As a part of the perception results of intelligent driving systems, static object detection (SOD) in 3D space provides crucial cues for driving environment understanding. With the rapid deployment of deep neural networks for SOD tasks, the demand for high-quality training samples soars. The traditional, also reliable, way is manual labelling over the dense LiDAR point clouds and reference images. Though most public driving datasets adopt this strategy to provide SOD ground truth (GT), it is still expensive and time-consuming in practice. This paper introduces VRSO, a visual-centric approach for static object annotation. Experiments on the Waymo Open Dataset show that the mean reprojection error from VRSO annotation is only 2.6 pixels, around four times lower than the Waymo Open Dataset labels (10.6 pixels). VRSO is distinguished in low cost, high efficiency, and high quality: (1) It recovers static objects in 3D space with only camera images as input, and (2) manual annotation is barely involved since GT for SOD tasks is generated based on an automatic reconstruction and annotation pipeline.

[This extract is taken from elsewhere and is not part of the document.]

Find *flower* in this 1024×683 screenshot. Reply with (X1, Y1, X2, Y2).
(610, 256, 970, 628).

Paper Structure (21 sections, 1 equation, 8 figures, 2 tables)

This paper contains 21 sections, 1 equation, 8 figures, 2 tables.

Figures (8)

  • Figure 1: Comparison between our proposed VRSO (green) and Waymo (red) annotations after reprojection from 3D space to 2D images. All images are from the Waymo Open Dataset (WOD). We can easily find the reprojection errors (false positives and false negatives, marked by yellow arrows) among the WOD annotations. For instance, the traffic signs are (1) missed in (a), (b), (d) and (e), (2) incorrectly labelled in (c), (e), and (h), (3) not tightly covered in (a), (b), (f) and (g). Differently, VRSO yields consistent and accurate annotation among all images, even in low-resolution (e), illuminate conditions (c) and (d). Best viewed in colour.
  • Figure 2: Traditional mei2022waymo and our VRSO annotation pipelines. Our proposed VRSO has lower cost and higher efficiency.

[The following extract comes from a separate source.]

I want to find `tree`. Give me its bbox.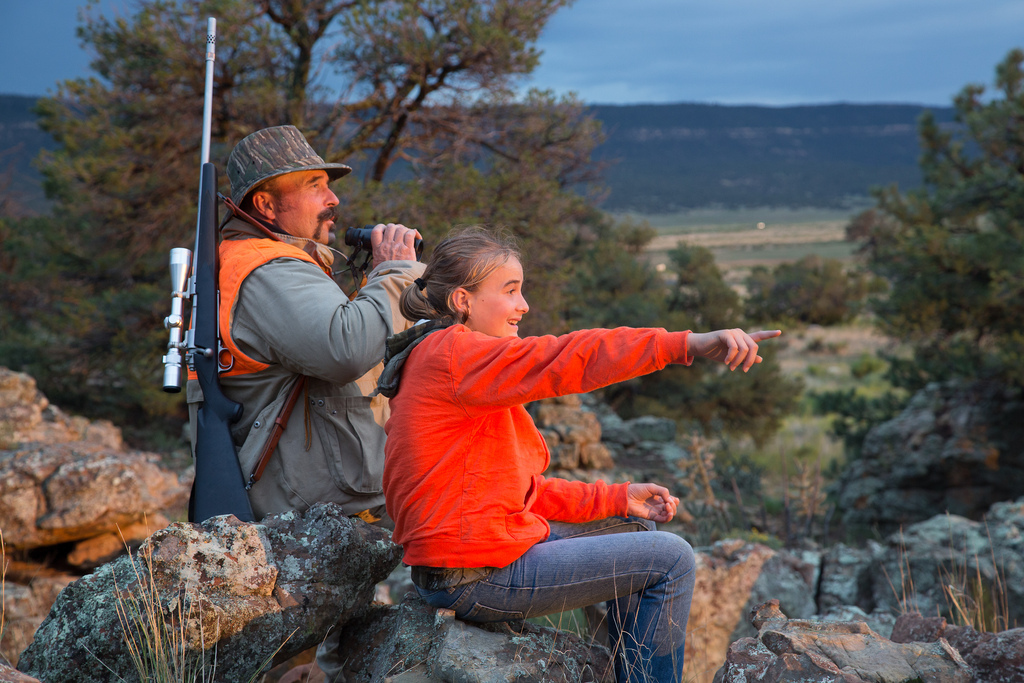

  • Figure 3: Our proposed VRSO mainly contains six steps: (1) With image sequence, Structure-from-Motion (SfM) obtains accurate ego poses and sparse 3D key points. The 2D-3D correspondence of these key points provides association information across frames. (2) Multi-Object Tracking and Segmentation (MOTS) obtains 2D static objects (detection and segmentation). (3) The initial 3D annotations are proposed based on an Iterative 2D/3D Association of the above 3D points and 2D boxes. (4) These proposals are further refined by splitting or merging in the instance levels. (5) Aiming at the consistency of reprojection, reduce the reprojection error and further optimize the 3D parameters (position, orientation, size). (6) Automatically annotate static objects based on the optimized 3D parameters and tracking information (yellow is VRSO, red is Waymo GT). Best viewed in color.

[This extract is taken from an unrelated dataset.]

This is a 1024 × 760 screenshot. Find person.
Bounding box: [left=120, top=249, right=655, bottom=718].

  • Figure 4: Visualization of annotations. Green and red boxes are the annotations from VRSO and WOD, respectively. We can find that annotations from our proposed VRSO are more accurate to the target than WOD, even in night time with poor illumination conditions.
  • Figure 5: Converting clip-wise VRSO annotation into frame-wise. $T^{C}_{i}$ and $T^{L}_{i}$ denote the camera and LiDAR coordinates at time $t$, respectively. $t=0,...,N$.